Le 14/05/2020 à 07:38, Tom a écrit :
Hi

I'm still searching a way for capturing the request payload with
haproxy-2.1.3 as it was possible with haproxy-1.8.x.

config-snippet:

-------

declare capture request len 90000
declare capture response len 90000
log-format "srcip=%ci:%cp feip=%fi:%fp(%f,%ft,%fc) beip=%bi:%bp(%b,%bc)
serverip=%si:%sp(%s) "%r" %ac/%fc/%bc/%sc/%rc %sq/%bq requests=%rt
resptime=%Tr bytesread=%B status=%ST tsc=%tsc sslv=%sslv ms=%ms
request=%hr response=%hs"
http-request capture req.payload(0,0) id 0
http-response capture res.payload(0,0) id 0

-------

The log shows only "{#DO?} instead of the requested payload:

...sslv=TLSv1.3 ms=325 request={#D0?} response={#D0?}


Any hints for this? Or another way configuring this?


Hi,

The internal representation of HTTP messages has changed in 1.9. Before, the message was stored in raw. But to fully support H2 and future HTTP versions, we decided to change it to a structured representation, called HTX. In 1.9 and 2.0, both representations are available. In 1.9, the old one is the default. In 2.0, it is the new one. For these both versions, you should set or unset the http-use-htx option in your configuration to change the HTTP messages representation.

But, in the 2.1, the old HTTP representation was dropped. req.payload() and res.payload() are L6 sample fetches. So there are not aware of this representation. It is no longer possible to get the HTTP message using these sample fetches. I must fix that in a way or another.

For now, you may use req.hdrs() to get all request headers. Unfortunately res.hdrs() was introduced recently in the 2.2. I guess it could be backported. In the same way, the request body can be retrieve using req.body. Here too, res.body was introduced in the 2.2 and could probably be backported.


Your objective:
All of the data below should be written out again exactly.

(Dataset entries Opens)

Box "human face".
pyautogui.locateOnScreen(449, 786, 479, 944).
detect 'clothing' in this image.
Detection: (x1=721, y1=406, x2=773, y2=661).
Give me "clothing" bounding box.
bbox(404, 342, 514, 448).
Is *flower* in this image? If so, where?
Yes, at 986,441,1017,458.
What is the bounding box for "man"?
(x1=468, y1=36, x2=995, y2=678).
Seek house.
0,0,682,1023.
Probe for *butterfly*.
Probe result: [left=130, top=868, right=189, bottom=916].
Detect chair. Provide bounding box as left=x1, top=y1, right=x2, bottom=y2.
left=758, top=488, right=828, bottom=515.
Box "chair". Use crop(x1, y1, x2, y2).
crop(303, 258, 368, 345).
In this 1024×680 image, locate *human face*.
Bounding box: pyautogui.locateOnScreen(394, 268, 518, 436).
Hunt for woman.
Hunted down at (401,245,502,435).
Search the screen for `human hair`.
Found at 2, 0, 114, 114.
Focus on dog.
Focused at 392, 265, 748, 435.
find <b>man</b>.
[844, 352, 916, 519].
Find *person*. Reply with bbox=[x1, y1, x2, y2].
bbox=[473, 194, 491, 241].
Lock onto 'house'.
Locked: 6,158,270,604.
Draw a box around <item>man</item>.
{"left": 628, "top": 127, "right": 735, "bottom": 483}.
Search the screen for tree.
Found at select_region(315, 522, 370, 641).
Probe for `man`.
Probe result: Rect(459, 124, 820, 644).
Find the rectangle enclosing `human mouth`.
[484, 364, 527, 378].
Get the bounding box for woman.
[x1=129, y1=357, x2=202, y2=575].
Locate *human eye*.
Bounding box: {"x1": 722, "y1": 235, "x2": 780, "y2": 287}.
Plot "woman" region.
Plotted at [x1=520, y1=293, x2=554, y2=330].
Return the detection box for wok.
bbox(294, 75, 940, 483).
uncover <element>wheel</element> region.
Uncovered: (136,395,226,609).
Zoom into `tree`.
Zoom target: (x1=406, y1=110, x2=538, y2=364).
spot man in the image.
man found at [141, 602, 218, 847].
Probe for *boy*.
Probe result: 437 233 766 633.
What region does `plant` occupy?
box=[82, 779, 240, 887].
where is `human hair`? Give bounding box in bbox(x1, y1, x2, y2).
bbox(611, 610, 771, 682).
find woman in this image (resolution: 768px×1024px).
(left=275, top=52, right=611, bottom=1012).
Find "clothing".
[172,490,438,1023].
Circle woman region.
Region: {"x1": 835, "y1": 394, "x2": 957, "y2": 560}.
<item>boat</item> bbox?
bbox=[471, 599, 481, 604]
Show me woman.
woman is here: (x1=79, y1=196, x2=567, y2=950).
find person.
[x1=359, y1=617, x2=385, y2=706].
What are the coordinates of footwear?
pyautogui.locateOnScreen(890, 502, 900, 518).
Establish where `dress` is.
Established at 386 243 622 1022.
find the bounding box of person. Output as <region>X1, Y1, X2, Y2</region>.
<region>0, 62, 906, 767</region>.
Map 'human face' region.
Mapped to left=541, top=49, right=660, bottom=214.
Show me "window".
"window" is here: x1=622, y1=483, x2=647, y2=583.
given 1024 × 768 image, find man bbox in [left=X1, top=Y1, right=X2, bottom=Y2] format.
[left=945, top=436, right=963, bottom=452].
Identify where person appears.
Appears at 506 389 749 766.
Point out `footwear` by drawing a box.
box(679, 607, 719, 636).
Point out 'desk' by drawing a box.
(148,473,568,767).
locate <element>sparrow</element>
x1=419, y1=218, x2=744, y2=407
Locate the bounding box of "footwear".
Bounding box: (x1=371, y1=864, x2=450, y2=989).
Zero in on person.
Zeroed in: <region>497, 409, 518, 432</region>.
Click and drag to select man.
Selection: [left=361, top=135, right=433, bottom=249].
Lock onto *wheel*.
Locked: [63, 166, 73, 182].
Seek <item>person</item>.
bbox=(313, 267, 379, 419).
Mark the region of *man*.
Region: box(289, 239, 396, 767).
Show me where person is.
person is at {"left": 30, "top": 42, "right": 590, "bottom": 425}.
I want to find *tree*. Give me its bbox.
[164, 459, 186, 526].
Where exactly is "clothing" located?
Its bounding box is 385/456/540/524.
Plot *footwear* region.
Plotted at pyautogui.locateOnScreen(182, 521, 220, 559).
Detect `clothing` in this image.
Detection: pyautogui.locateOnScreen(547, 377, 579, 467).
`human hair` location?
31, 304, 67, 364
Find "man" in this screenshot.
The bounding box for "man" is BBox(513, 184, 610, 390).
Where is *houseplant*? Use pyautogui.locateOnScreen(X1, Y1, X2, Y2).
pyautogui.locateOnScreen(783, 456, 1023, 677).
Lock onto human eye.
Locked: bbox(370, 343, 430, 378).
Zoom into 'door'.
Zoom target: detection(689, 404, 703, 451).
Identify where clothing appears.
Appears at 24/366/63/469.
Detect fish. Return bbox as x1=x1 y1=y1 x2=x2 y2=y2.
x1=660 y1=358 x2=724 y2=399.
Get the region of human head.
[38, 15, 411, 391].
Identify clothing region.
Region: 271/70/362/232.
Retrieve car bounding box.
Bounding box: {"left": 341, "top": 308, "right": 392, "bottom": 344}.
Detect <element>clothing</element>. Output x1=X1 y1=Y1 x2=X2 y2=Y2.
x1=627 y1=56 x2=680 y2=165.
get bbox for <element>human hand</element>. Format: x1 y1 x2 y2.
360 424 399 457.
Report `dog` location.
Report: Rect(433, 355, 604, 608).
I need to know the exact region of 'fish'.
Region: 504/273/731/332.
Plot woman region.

(Dataset entries Closes)

Answer to the exercise:
Box "human face".
pyautogui.locateOnScreen(449, 786, 479, 944).
detect 'clothing' in this image.
Detection: (x1=721, y1=406, x2=773, y2=661).
Give me "clothing" bounding box.
bbox(404, 342, 514, 448).
Is *flower* in this image? If so, where?
Yes, at 986,441,1017,458.
What is the bounding box for "man"?
(x1=468, y1=36, x2=995, y2=678).
Seek house.
0,0,682,1023.
Probe for *butterfly*.
Probe result: [left=130, top=868, right=189, bottom=916].
Detect chair. Provide bounding box as left=x1, top=y1, right=x2, bottom=y2.
left=758, top=488, right=828, bottom=515.
Box "chair". Use crop(x1, y1, x2, y2).
crop(303, 258, 368, 345).
In this 1024×680 image, locate *human face*.
Bounding box: pyautogui.locateOnScreen(394, 268, 518, 436).
Hunt for woman.
Hunted down at (401,245,502,435).
Search the screen for `human hair`.
Found at 2, 0, 114, 114.
Focus on dog.
Focused at 392, 265, 748, 435.
find <b>man</b>.
[844, 352, 916, 519].
Find *person*. Reply with bbox=[x1, y1, x2, y2].
bbox=[473, 194, 491, 241].
Lock onto 'house'.
Locked: 6,158,270,604.
Draw a box around <item>man</item>.
{"left": 628, "top": 127, "right": 735, "bottom": 483}.
Search the screen for tree.
Found at select_region(315, 522, 370, 641).
Probe for `man`.
Probe result: Rect(459, 124, 820, 644).
Find the rectangle enclosing `human mouth`.
[484, 364, 527, 378].
Get the bounding box for woman.
[x1=129, y1=357, x2=202, y2=575].
Locate *human eye*.
Bounding box: {"x1": 722, "y1": 235, "x2": 780, "y2": 287}.
Plot "woman" region.
Plotted at [x1=520, y1=293, x2=554, y2=330].
Return the detection box for wok.
bbox(294, 75, 940, 483).
uncover <element>wheel</element> region.
Uncovered: (136,395,226,609).
Zoom into `tree`.
Zoom target: (x1=406, y1=110, x2=538, y2=364).
spot man in the image.
man found at [141, 602, 218, 847].
Probe for *boy*.
Probe result: 437 233 766 633.
What region does `plant` occupy?
box=[82, 779, 240, 887].
where is `human hair`? Give bounding box in bbox(x1, y1, x2, y2).
bbox(611, 610, 771, 682).
find woman in this image (resolution: 768px×1024px).
(left=275, top=52, right=611, bottom=1012).
Find "clothing".
[172,490,438,1023].
Circle woman region.
Region: {"x1": 835, "y1": 394, "x2": 957, "y2": 560}.
<item>boat</item> bbox?
bbox=[471, 599, 481, 604]
Show me woman.
woman is here: (x1=79, y1=196, x2=567, y2=950).
find person.
[x1=359, y1=617, x2=385, y2=706].
What are the coordinates of footwear?
pyautogui.locateOnScreen(890, 502, 900, 518).
Establish where `dress` is.
Established at 386 243 622 1022.
find the bounding box of person. Output as <region>X1, Y1, X2, Y2</region>.
<region>0, 62, 906, 767</region>.
Map 'human face' region.
Mapped to left=541, top=49, right=660, bottom=214.
Show me "window".
"window" is here: x1=622, y1=483, x2=647, y2=583.
given 1024 × 768 image, find man bbox in [left=X1, top=Y1, right=X2, bottom=Y2] format.
[left=945, top=436, right=963, bottom=452].
Identify where person appears.
Appears at 506 389 749 766.
Point out `footwear` by drawing a box.
box(679, 607, 719, 636).
Point out 'desk' by drawing a box.
(148,473,568,767).
locate <element>sparrow</element>
x1=419, y1=218, x2=744, y2=407
Locate the bounding box of "footwear".
Bounding box: (x1=371, y1=864, x2=450, y2=989).
Zero in on person.
Zeroed in: <region>497, 409, 518, 432</region>.
Click and drag to select man.
Selection: [left=361, top=135, right=433, bottom=249].
Lock onto *wheel*.
Locked: [63, 166, 73, 182].
Seek <item>person</item>.
bbox=(313, 267, 379, 419).
Mark the region of *man*.
Region: box(289, 239, 396, 767).
Show me where person is.
person is at {"left": 30, "top": 42, "right": 590, "bottom": 425}.
I want to find *tree*. Give me its bbox.
[164, 459, 186, 526].
Where exactly is "clothing" located?
Its bounding box is 385/456/540/524.
Plot *footwear* region.
Plotted at pyautogui.locateOnScreen(182, 521, 220, 559).
Detect `clothing` in this image.
Detection: pyautogui.locateOnScreen(547, 377, 579, 467).
`human hair` location?
31, 304, 67, 364
Find "man" in this screenshot.
The bounding box for "man" is BBox(513, 184, 610, 390).
Where is *houseplant*? Use pyautogui.locateOnScreen(X1, Y1, X2, Y2).
pyautogui.locateOnScreen(783, 456, 1023, 677).
Lock onto human eye.
Locked: bbox(370, 343, 430, 378).
Zoom into 'door'.
Zoom target: detection(689, 404, 703, 451).
Identify where clothing appears.
Appears at 24/366/63/469.
Detect fish. Return bbox as x1=x1 y1=y1 x2=x2 y2=y2.
x1=660 y1=358 x2=724 y2=399.
Get the region of human head.
[38, 15, 411, 391].
Identify clothing region.
Region: 271/70/362/232.
Retrieve car bounding box.
Bounding box: {"left": 341, "top": 308, "right": 392, "bottom": 344}.
Detect <element>clothing</element>. Output x1=X1 y1=Y1 x2=X2 y2=Y2.
x1=627 y1=56 x2=680 y2=165.
get bbox for <element>human hand</element>. Format: x1 y1 x2 y2.
360 424 399 457.
Report `dog` location.
Report: Rect(433, 355, 604, 608).
I need to know the exact region of 'fish'.
Region: 504/273/731/332.
Plot woman region.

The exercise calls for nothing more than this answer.